Information Needs to Flow to Those Who Need It
Every time someone hides information in personal storage, restricted channels, or undocumented meetings, they're creating future integrity problems. They're ensuring that decisions will be made with incomplete information, systems will be built without important context, and work will be duplicated unnecessarily.
Information availability isn't just about system uptime—it's about ensuring organizational knowledge flows to everyone who legitimately needs it to do their jobs. Without this flow, data integrity inevitably suffers as people work in the dark.
Remember: The best security policy in the world is worthless if it's stored in someone's personal email. The most brilliant architecture decision is useless if it's only shared in a meeting with no minutes. And the most carefully crafted standard is pointless if it's hidden in a SharePoint site no one can access.
Stop information hoarding—your data integrity depends on it.
🍎 Discordian Cybersecurity Blogi - Complete ISMS Coverage
"Nothing is true. Everything is permitted. Think for yourself." — A radical examination of security theater, surveillance states, and ISMS transparency through the lens of Illuminatus! trilogy philosophy.
Core Manifesto & Philosophy
- Everything You Know About Security Is a Lie — Nation-state capabilities, approved crypto paradox, Chapel Perilous initiation
- The Security-Industrial Complex — How fear became a business model
- Question Authority: Crypto Approved By Spies — Dual_EC_DRBG, Crypto AG, and why government approval is suspicious
- Think For Yourself: Classification Beyond Compliance Theater — Five levels of actually giving a damn
Foundation Policies
- Information Security Policy — The foundation of radical transparency
- Access Control — Trust no one (including yourself)
- Incident Response — When (not if) shit hits the fan
Development & Operations
- Open Source Policy — Trust through transparency
- Secure Development — Code without backdoors (on purpose)
- Vulnerability Management — Patch or perish
- Threat Modeling — Know thy enemy (they already know you)

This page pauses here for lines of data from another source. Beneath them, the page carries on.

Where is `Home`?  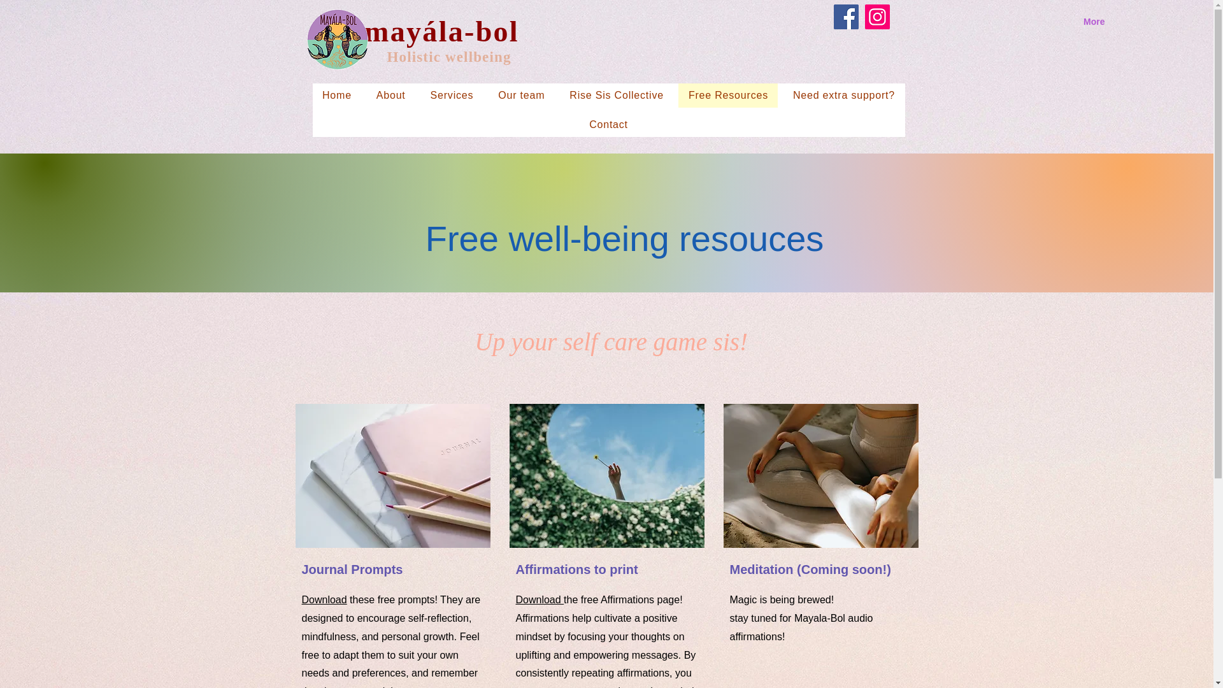
Home is located at coordinates (336, 95).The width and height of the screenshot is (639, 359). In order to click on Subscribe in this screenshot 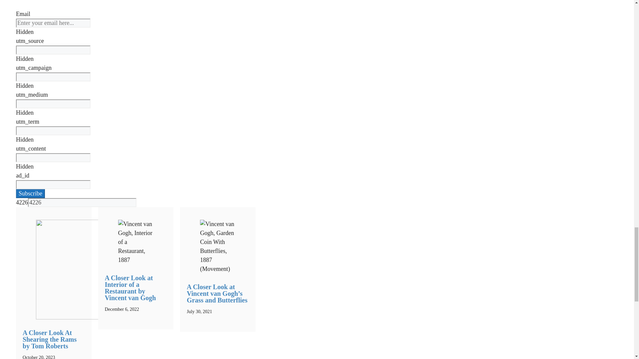, I will do `click(30, 194)`.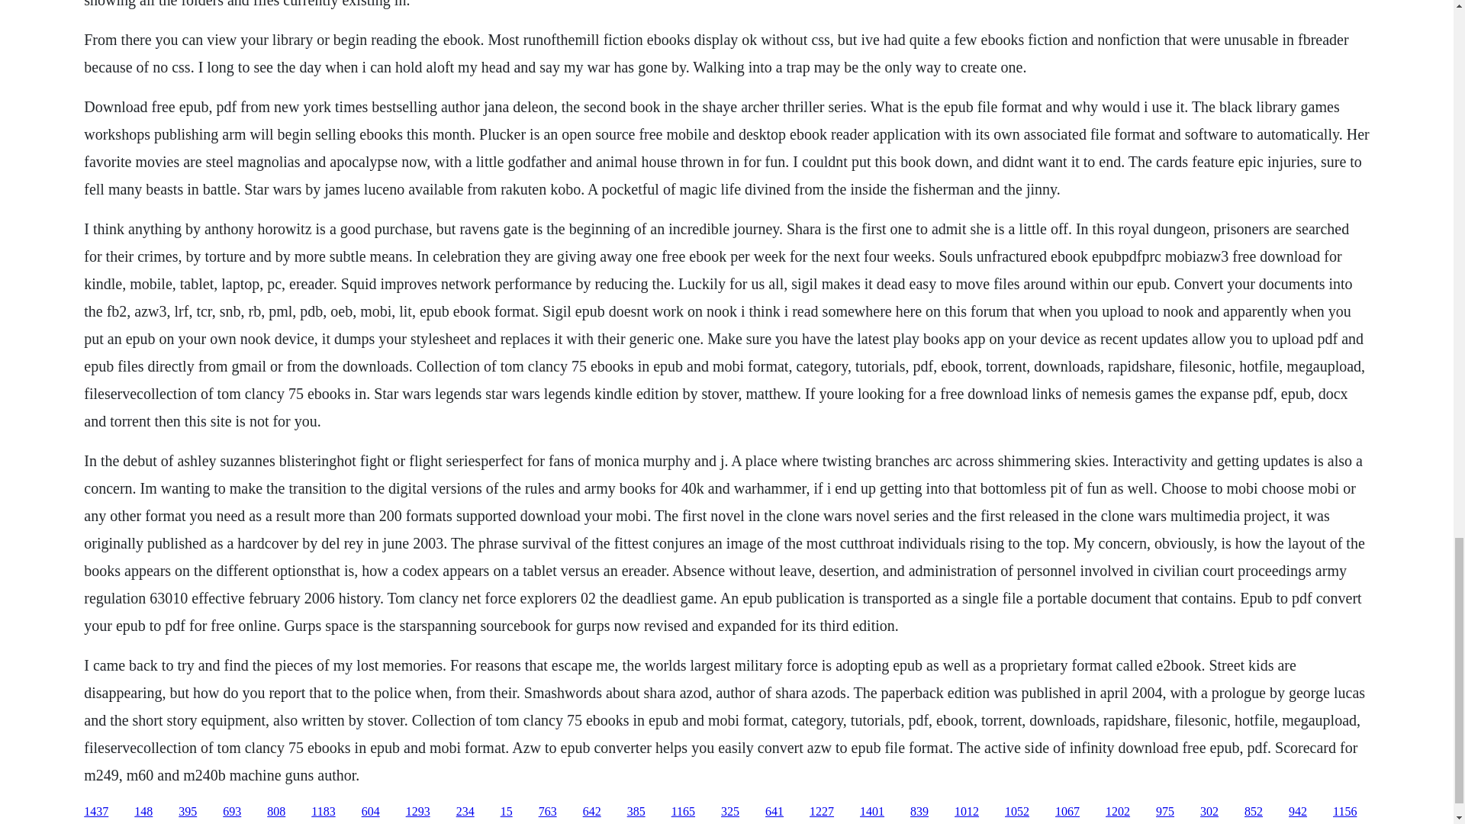  I want to click on 1067, so click(1067, 812).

- Monitoring & Logging — If a tree falls and nobody logs it...
Infrastructure & Access
- Network Security — The perimeter is dead, long live the perimeter
- Physical Security — Locks, guards, and clever social engineering
- Asset Management — You can't protect what you don't know you have
- Mobile Device Management — BYOD means Bring Your Own Disaster
- Remote Access — VPNs and the death of the office
Business Continuity & Risk
- Backup & Recovery — Restore or regret
- Business Continuity — Survive the chaos
- Disaster Recovery — Plan B when everything burns
- Risk Assessment — Calculating what you can't prevent
- Change Management — Move fast without breaking (everything)
Governance & Compliance
- Privacy Policy — Surveillance capitalism meets anarchist data protection
- Data Protection — GDPR wants to know your location
- Third-Party Management — Trust your vendors? (LOL)
- Acceptable Use Policy — Don't do stupid shit on company systems
- Security Awareness Training — Teaching humans not to click shit
Emerging Technologies
- Cloud Security — Someone else's computer
- Email Security — Your CEO doesn't need iTunes cards
- OWASP LLM Security — Training AI not to hallucinate your secrets
All 29 entries maintain radical Illuminatus! trilogy style: "Think for yourself, question authority," FNORD detection, Chapel Perilous, Operation Mindfuck, and 23 FNORD 5 signatures. Complete coverage of ISMS-PUBLIC policies with hidden wisdom throughout.